Because the inter-county league is effectively a warm up competition.
Thereâs no reason other than the continued indulgence of managerial gobshitery why you canât run club championship and inter-county championship with some crossover.
Club leagues are a joke as it is.
The cliched mantra of the club lobby was âwe want regular gamesâ. No distinction between club league and club championship.
You mentioned important games. Again, this is a moving of goalposts.
If club championship games are the only important games club players can play, then by definition there can never be a regular diet of important games, because the maximum amount of games you can play in any properly organised club championship (if replays are to become a thing of the past) is six.
That by definition cannot constitute a regular diet of important games. You could have three important games in a year and thatâs it.
And thus , if weâre to believe you, the club lobby mantra of âwe want regular gamesâ is exposed as bullshit.
Regular games by definition will mean that most of your games arenât important, because leagues arenât taken seriously. And itâs the players themselves who decide that.
Weâve had Sam Maguire and Dublin players up six years in a row when times were good . Iâd say out of 100 kids playing for our group in Crokes a handful know who Cian OâSullivan is.
Theyâd wear the Dublin jerseys and the training tops alright but I donât think it registers as much as youâd think. Not until 11 or 12 anyway.
The effect it does have is on parents and Dublin GAA is âcoolâ and has a socially acceptable status that is aspirational now. So those parents bring their kids to GAA without themselves having a GAA background.
Thatâs the effect the marketing/TV has. Itâs on non GAA background parents. Thatâs who the clubs and GAA are chasing (as well as GAA background folk) to get them to fill the nurseries and not rugby or soccer.
Again, the club mantra was âwe want regular gamesâ.
Are you now admitting this was a lie?
The people who matter most in all this are the general sporting public. Because they are the people who bring the interest and the money and keep the inter-county championships as the showpiece competitions in Irish sport.
It is utterly bizarre that the extremist club lobby sees it as a badge of pride to want to push them away.
We wanted regular games, yes. The club leagues, the warm up competition followed by the club championship which is exactly how it has worked out.
If they are being pushed away, which I donât think there is much evidence for, it has a lot more to do with the structure of the championships than the split season.
The bottom line is clubs dont actually want Championship games until mid August as there are too many distractions like Weddings, Stags, Holidays, J1âs, Concerts, Festivals etc in May/June/July up to the August Bank Holiday weekend.
Split season is definitely the way to go and theyâve made decent progress with it for Year 1.
Most people here seem to be agreed that it needs to go back 4-6 weeks. It all feels so rushed as it is at the moment and a real sense of getting fixtures out of the way as quickly as possible. It smacks of Division 7 club league fixtures, such is the urge to get matches out of the way as quickly as possible with gimmicks like penalty shoot outs and free taking shoot outs and underage grade games played on a Monday night.
Provincial finals have been great and historical occasions for well over a century. Having all four of them on football in the space of just over 24 hours and going head to head with European Cup finals in soccer and rugby is just farcical.
From the limited amounts of championship action that Iâve seen, crowds in the main have looked pitiful. If they persist in paying it off in mid April and May, could well go same way of killing off public interest the way they did with the former U21 championships.
There was no game on RTE at 2pm last Sunday. Youâd think it would have been an easy fix to play one of them then. Having said that, the 2 provincials that are on today are always shit and nobody watches them anyway
The inter-county league attracts decent attendances.
Nobody goes to club league games and they arenât taken seriously. Therefore it makes no difference when club league games are scheduled. They will be treated with the same amount of seriousness whenever they are played, ie. virtually none. But they are games. Which is what the club lobby said they wanted. So what is the problem with playing club league games in June, July and August?
Whereas it makes a big difference when the inter-county leagues are scheduled. They have to be scheduled before the championship for them to be taken with a degree of seriousness because if they are interspersed with the championship, managers and spectators will only focus on the championship and the league games will become challenge games. Thatâs what happened with the 1997 NHL.
But club championship round robins can easily be scheduled in May and June because it will still be taken seriously - because itâs championship.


- Problem requirements -
Nothing may be left out of the listing below but its images; repeat the rest exactly.

Start of Supplied entries

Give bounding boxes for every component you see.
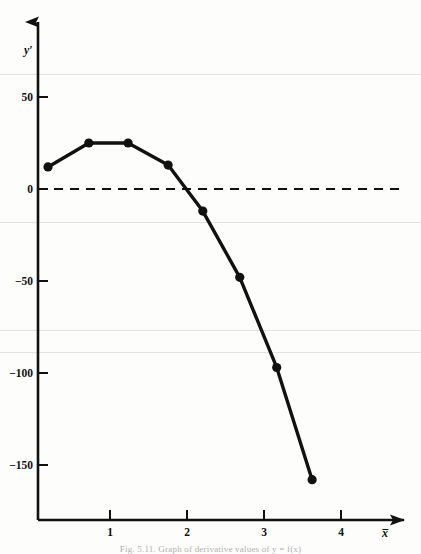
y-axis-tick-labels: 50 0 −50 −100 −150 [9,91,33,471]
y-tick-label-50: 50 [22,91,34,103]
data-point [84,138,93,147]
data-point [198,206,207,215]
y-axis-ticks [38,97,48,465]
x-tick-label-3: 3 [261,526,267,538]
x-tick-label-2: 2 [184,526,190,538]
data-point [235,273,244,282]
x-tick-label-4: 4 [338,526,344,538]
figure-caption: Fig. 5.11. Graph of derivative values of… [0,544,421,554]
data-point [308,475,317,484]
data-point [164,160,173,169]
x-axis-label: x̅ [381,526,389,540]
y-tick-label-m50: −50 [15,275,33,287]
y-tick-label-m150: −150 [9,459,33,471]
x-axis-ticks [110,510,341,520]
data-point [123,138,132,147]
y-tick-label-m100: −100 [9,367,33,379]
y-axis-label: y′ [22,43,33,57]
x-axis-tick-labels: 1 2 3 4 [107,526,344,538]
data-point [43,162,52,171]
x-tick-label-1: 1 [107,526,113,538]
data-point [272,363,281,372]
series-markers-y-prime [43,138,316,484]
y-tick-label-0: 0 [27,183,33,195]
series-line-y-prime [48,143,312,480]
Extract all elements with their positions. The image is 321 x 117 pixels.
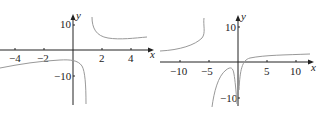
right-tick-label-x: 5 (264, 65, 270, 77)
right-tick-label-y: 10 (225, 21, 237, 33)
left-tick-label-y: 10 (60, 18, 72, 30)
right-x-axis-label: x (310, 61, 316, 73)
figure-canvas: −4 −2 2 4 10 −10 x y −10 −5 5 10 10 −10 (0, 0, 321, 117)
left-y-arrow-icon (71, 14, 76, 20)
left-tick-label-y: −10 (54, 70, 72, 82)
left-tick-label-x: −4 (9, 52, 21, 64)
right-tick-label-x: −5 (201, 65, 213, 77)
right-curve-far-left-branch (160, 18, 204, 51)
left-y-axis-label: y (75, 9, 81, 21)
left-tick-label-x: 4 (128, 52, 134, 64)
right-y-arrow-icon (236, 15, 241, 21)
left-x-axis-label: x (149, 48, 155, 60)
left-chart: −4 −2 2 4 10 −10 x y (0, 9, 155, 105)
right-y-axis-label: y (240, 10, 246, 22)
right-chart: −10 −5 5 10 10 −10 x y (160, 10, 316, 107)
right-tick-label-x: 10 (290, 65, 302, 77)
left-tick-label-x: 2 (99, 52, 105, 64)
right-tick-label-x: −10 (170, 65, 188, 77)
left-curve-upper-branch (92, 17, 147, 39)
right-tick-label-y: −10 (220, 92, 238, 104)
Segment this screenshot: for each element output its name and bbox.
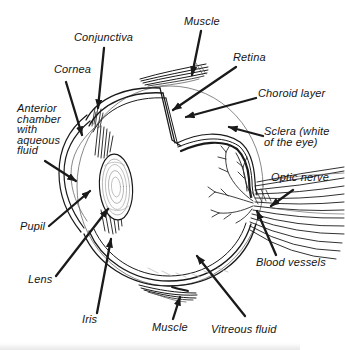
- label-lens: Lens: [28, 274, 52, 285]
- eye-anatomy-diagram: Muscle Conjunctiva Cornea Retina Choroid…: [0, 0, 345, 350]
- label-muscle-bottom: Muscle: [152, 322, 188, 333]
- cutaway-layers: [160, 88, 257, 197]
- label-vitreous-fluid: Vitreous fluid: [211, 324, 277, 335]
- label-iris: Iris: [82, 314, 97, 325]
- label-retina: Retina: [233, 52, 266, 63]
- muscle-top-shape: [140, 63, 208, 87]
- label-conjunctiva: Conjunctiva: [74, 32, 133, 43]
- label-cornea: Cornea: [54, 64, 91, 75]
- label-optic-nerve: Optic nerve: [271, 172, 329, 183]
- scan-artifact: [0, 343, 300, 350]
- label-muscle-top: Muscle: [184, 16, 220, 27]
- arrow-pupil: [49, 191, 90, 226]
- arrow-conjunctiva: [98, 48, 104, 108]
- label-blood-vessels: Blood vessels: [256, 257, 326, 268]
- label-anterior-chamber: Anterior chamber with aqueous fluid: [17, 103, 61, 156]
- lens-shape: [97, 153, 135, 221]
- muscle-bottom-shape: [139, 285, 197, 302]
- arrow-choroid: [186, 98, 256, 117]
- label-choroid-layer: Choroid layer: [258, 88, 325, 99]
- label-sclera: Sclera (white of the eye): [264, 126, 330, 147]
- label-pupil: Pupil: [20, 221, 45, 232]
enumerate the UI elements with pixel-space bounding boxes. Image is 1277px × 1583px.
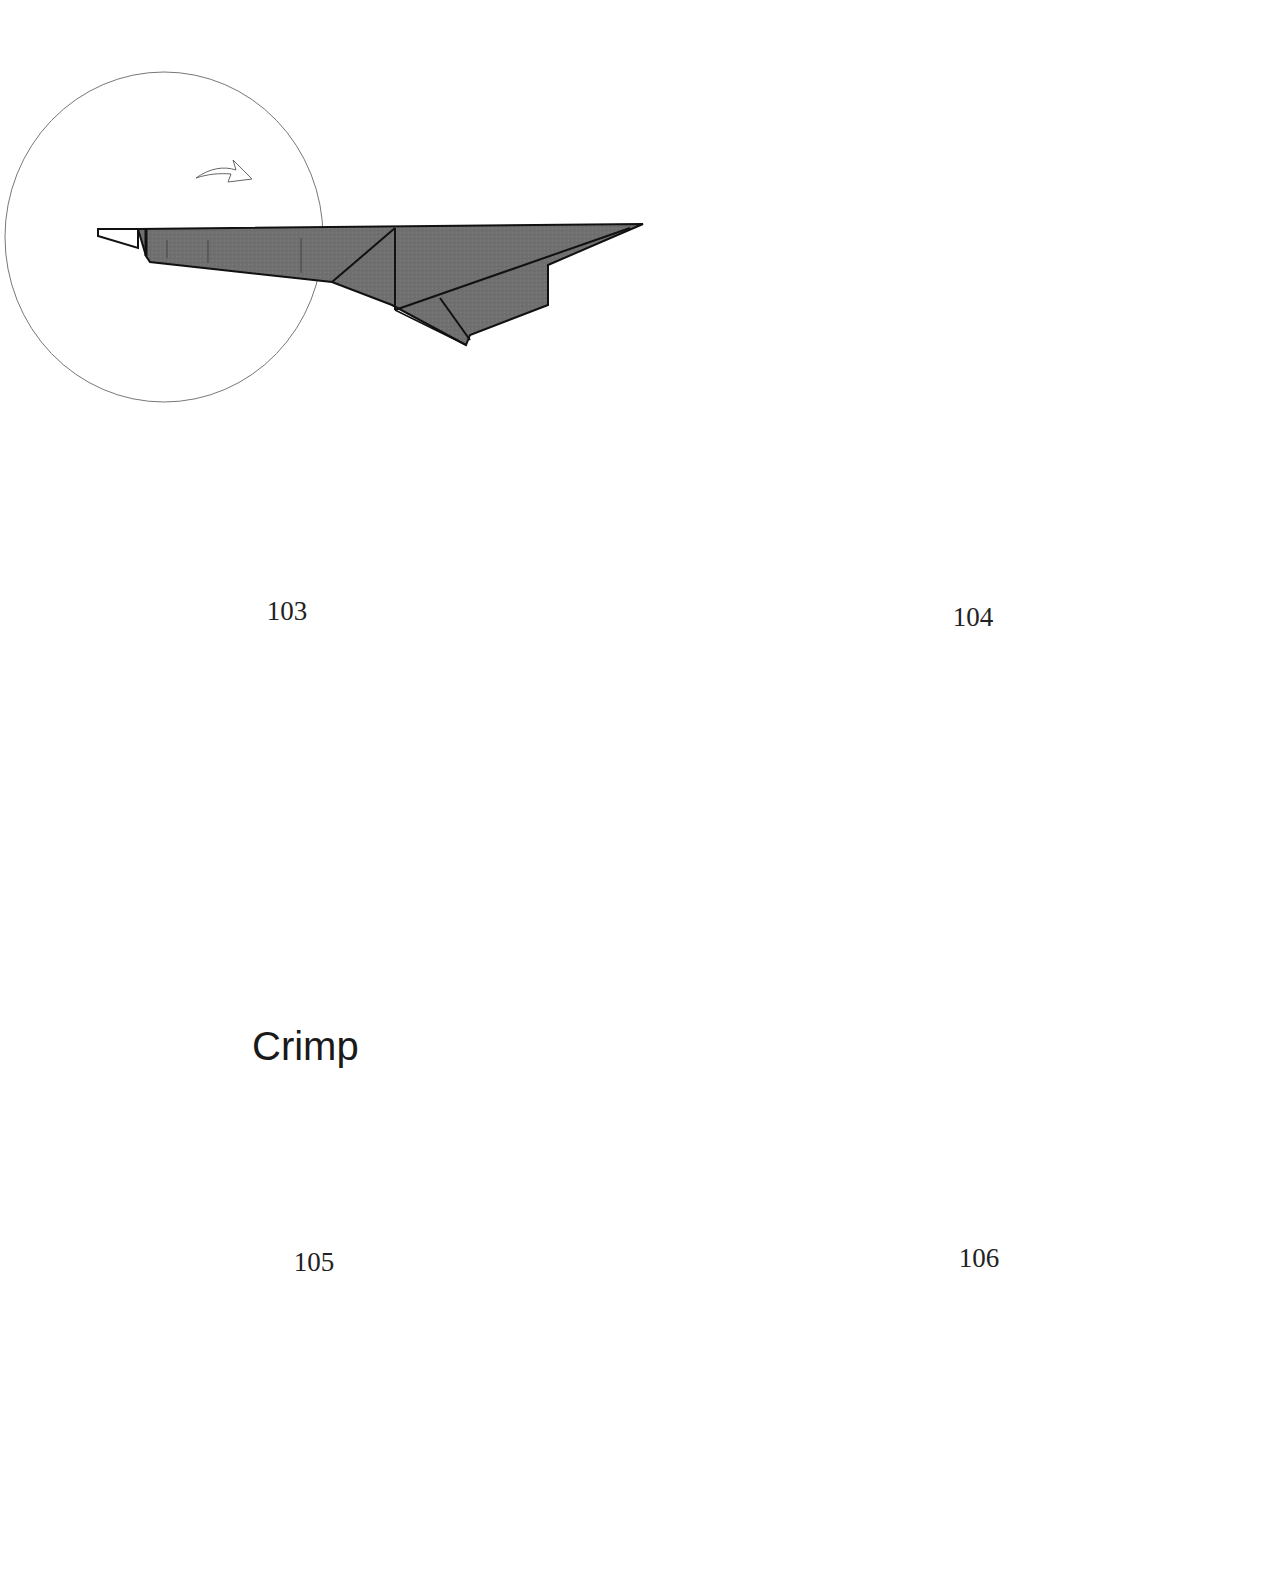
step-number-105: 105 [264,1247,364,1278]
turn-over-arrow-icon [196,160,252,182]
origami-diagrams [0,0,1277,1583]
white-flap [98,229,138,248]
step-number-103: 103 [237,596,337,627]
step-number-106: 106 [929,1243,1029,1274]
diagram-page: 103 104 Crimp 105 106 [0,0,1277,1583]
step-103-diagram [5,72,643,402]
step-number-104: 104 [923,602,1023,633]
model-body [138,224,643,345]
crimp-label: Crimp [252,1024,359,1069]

End of Supplied entries

- Answer section -
Give bounding boxes for every component you see.
y-axis-tick-labels: 50 0 −50 −100 −150 [9,91,33,471]
y-tick-label-50: 50 [22,91,34,103]
data-point [84,138,93,147]
data-point [198,206,207,215]
y-axis-ticks [38,97,48,465]
x-tick-label-3: 3 [261,526,267,538]
x-tick-label-2: 2 [184,526,190,538]
data-point [235,273,244,282]
x-tick-label-4: 4 [338,526,344,538]
figure-caption: Fig. 5.11. Graph of derivative values of… [0,544,421,554]
data-point [308,475,317,484]
data-point [164,160,173,169]
x-axis-label: x̅ [381,526,389,540]
y-tick-label-m50: −50 [15,275,33,287]
y-tick-label-m150: −150 [9,459,33,471]
x-axis-ticks [110,510,341,520]
data-point [123,138,132,147]
y-tick-label-m100: −100 [9,367,33,379]
y-axis-label: y′ [22,43,33,57]
x-axis-tick-labels: 1 2 3 4 [107,526,344,538]
data-point [43,162,52,171]
x-tick-label-1: 1 [107,526,113,538]
data-point [272,363,281,372]
series-markers-y-prime [43,138,316,484]
y-tick-label-0: 0 [27,183,33,195]
series-line-y-prime [48,143,312,480]
Extract all elements with their positions. The image is 321 x 117 pixels.
right-tick-label-x: 5 (264, 65, 270, 77)
right-tick-label-y: 10 (225, 21, 237, 33)
left-tick-label-y: 10 (60, 18, 72, 30)
right-x-axis-label: x (310, 61, 316, 73)
figure-canvas: −4 −2 2 4 10 −10 x y −10 −5 5 10 10 −10 (0, 0, 321, 117)
left-y-arrow-icon (71, 14, 76, 20)
left-tick-label-y: −10 (54, 70, 72, 82)
left-tick-label-x: −4 (9, 52, 21, 64)
right-tick-label-x: −5 (201, 65, 213, 77)
right-curve-far-left-branch (160, 18, 204, 51)
left-y-axis-label: y (75, 9, 81, 21)
left-tick-label-x: 4 (128, 52, 134, 64)
right-y-arrow-icon (236, 15, 241, 21)
left-x-axis-label: x (149, 48, 155, 60)
left-chart: −4 −2 2 4 10 −10 x y (0, 9, 155, 105)
right-y-axis-label: y (240, 10, 246, 22)
right-chart: −10 −5 5 10 10 −10 x y (160, 10, 316, 107)
right-tick-label-x: 10 (290, 65, 302, 77)
left-tick-label-x: 2 (99, 52, 105, 64)
right-tick-label-x: −10 (170, 65, 188, 77)
left-curve-upper-branch (92, 17, 147, 39)
right-tick-label-y: −10 (220, 92, 238, 104)
Segment this screenshot: for each element output its name and bbox.
- label-lens: Lens: [28, 274, 52, 285]
- eye-anatomy-diagram: Muscle Conjunctiva Cornea Retina Choroid…: [0, 0, 345, 350]
- label-muscle-bottom: Muscle: [152, 322, 188, 333]
- cutaway-layers: [160, 88, 257, 197]
- label-vitreous-fluid: Vitreous fluid: [211, 324, 277, 335]
- label-iris: Iris: [82, 314, 97, 325]
- label-retina: Retina: [233, 52, 266, 63]
- muscle-top-shape: [140, 63, 208, 87]
- label-conjunctiva: Conjunctiva: [74, 32, 133, 43]
- label-cornea: Cornea: [54, 64, 91, 75]
- label-optic-nerve: Optic nerve: [271, 172, 329, 183]
- scan-artifact: [0, 343, 300, 350]
- label-muscle-top: Muscle: [184, 16, 220, 27]
- arrow-pupil: [49, 191, 90, 226]
- arrow-conjunctiva: [98, 48, 104, 108]
- label-blood-vessels: Blood vessels: [256, 257, 326, 268]
- label-anterior-chamber: Anterior chamber with aqueous fluid: [17, 103, 61, 156]
- lens-shape: [97, 153, 135, 221]
- muscle-bottom-shape: [139, 285, 197, 302]
- arrow-choroid: [186, 98, 256, 117]
- label-choroid-layer: Choroid layer: [258, 88, 325, 99]
- label-sclera: Sclera (white of the eye): [264, 126, 330, 147]
- label-pupil: Pupil: [20, 221, 45, 232]
enumerate the UI elements with pixel-space bounding boxes. Image is 1277px × 1583px.
step-number-105: 105 [264,1247,364,1278]
turn-over-arrow-icon [196,160,252,182]
origami-diagrams [0,0,1277,1583]
white-flap [98,229,138,248]
step-number-103: 103 [237,596,337,627]
step-number-106: 106 [929,1243,1029,1274]
diagram-page: 103 104 Crimp 105 106 [0,0,1277,1583]
step-103-diagram [5,72,643,402]
step-number-104: 104 [923,602,1023,633]
model-body [138,224,643,345]
crimp-label: Crimp [252,1024,359,1069]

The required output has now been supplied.